Indemnification is where the BAA reveals its true author. Vendor-friendly BAAs are silent on indemnification or include limited mutual indemnification capped at the contract value. Practice-friendly BAAs include uncapped indemnification from the vendor when the breach originated on the vendor's side.

The red flag: language that says the practice will indemnify the vendor for "any claims arising from PHI processing" — without the inverse obligation when the vendor causes the breach.

Better language: Vendor indemnifies practice for all costs, losses, and regulatory penalties resulting from the vendor's breach, including reasonable attorney fees, with no contractual cap.

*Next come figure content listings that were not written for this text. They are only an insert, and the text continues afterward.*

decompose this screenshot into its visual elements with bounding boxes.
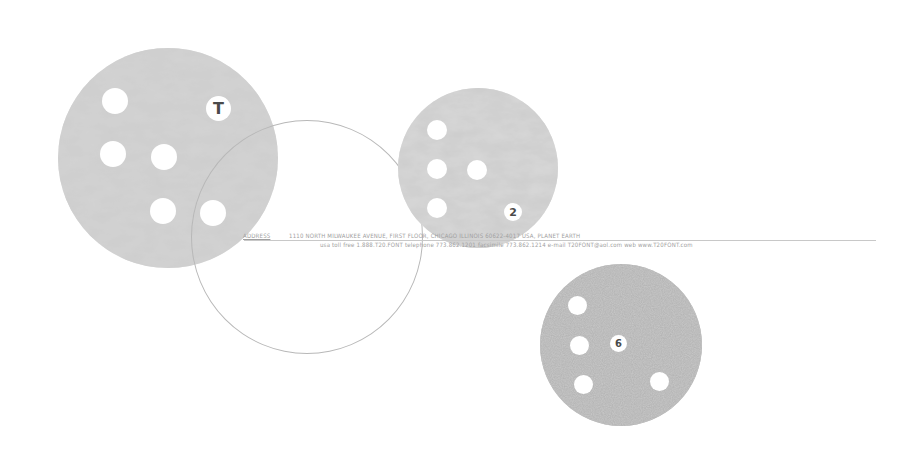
disc-t-hole bbox=[102, 88, 128, 114]
disc-2-hole bbox=[427, 198, 447, 218]
disc-6-badge: 6 bbox=[610, 335, 627, 352]
letterhead-canvas: T 2 6 ADDRESS 1110 NORTH MILWAUKEE AVENU… bbox=[0, 0, 922, 457]
address-line-2: usa toll free 1.888.T20.FONT telephone 7… bbox=[320, 241, 693, 248]
disc-t-hole bbox=[150, 198, 176, 224]
disc-6-hole bbox=[650, 372, 669, 391]
address-label: ADDRESS bbox=[243, 232, 270, 239]
disc-t-badge: T bbox=[206, 96, 231, 121]
disc-t-hole bbox=[100, 141, 126, 167]
address-line-1: 1110 NORTH MILWAUKEE AVENUE, FIRST FLOOR… bbox=[289, 232, 580, 239]
disc-2-badge: 2 bbox=[504, 203, 522, 221]
disc-t-hole bbox=[151, 144, 177, 170]
disc-2-hole bbox=[467, 160, 487, 180]
disc-6-hole bbox=[574, 375, 593, 394]
disc-2-hole bbox=[427, 120, 447, 140]
disc-2-hole bbox=[427, 159, 447, 179]
disc-6-hole bbox=[570, 336, 589, 355]
disc-6-hole bbox=[568, 296, 587, 315]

4. Audit rights that exist on paper but can't be exercised

Practices have the right under their BAA — and good practice under HIPAA — to verify the vendor's safeguards. Vendor-friendly BAAs grant audit rights in theory but make them practically unusable: 60-day advance notice, vendor selects the auditor, vendor controls the scope, audit at practice expense.

The red flag: audit clauses with conditions so restrictive that no audit will ever happen.

Better language: Reasonable notice (10–30 days), independent auditor of practice's choosing (subject to NDA), defined scope sufficient to verify safeguards, vendor cooperation including documentation access. SOC 2 Type II report acceptance can substitute for many audit requests.

5. Termination terms that leave PHI in the vendor's possession

HIPAA requires that on contract termination, the Business Associate return or destroy all PHI it received, or — if neither is feasible — extend the BAA protections to the data indefinitely. Vendors prefer the third option because it's the path of least operational change.

The red flag: termination clause defaults to "extension of protections" rather than mandating return or destruction within a specific window.

Better language: Return or certified destruction of PHI within 30–60 days of termination, documentation of method and completion, audit rights to verify destruction, indefinite-extension only as last resort with explicit justification.

6. Safeguards described in generic boilerplate

HIPAA requires the BAA to describe the safeguards the Business Associate will implement to protect PHI. The lazy version: "Business Associate will implement reasonable and appropriate administrative, physical, and technical safeguards." This is exactly the language of the regulation — and tells the practice nothing specific.

The red flag: safeguards section that paraphrases 45 CFR §164.308, §164.310, and §164.312 without naming any actual controls.

Better language: Specific encryption standards (AES-256 at rest, TLS 1.3 in transit), specific access control approach (RBAC, MFA), audit log retention duration, vulnerability management cadence, incident response timeline. SOC 2 Type II or HITRUST certification referenced where applicable.

How to use this list

Walk through your existing BAAs — every one of them, not just the EHR. The pattern that emerges almost always: BAAs signed in the early years of the practice are far weaker than BAAs signed recently. Vendors update their templates as enforcement evolves; many practices never renegotiate.

Three actions:

  • Inventory: Pull every BAA the practice has signed. Date them. Identify which ones are older than three years.
  • Triage: Run each through the six red flags. Score weakest first.
  • Renegotiate: Vendors expect this on contract renewal. The replacement template will almost always be stronger than the original.

Where Patient Protect fits

Patient Protect tracks BAAs continuously rather than at contract execution — vendor list, signing dates, expiration windows, and the specific clauses governing breach notification timeline and indemnification scope. Documentation-focused compliance platforms typically provide BAA template libraries and execution workflow. Patient Protect adds the active layer on the executed agreements: alerts when notification windows are about to expire, monitoring when subcontractor scope changes, integration discovery as new vendors connect to the practice's systems. The two complement each other. Most practices need both.


Patient Protect tracks every BAA in your stack — execution, expiration, clauses, and subcontractor lists — starting at $39/month. Free HIPAA Risk Assessment inventories your vendor relationships, no account required.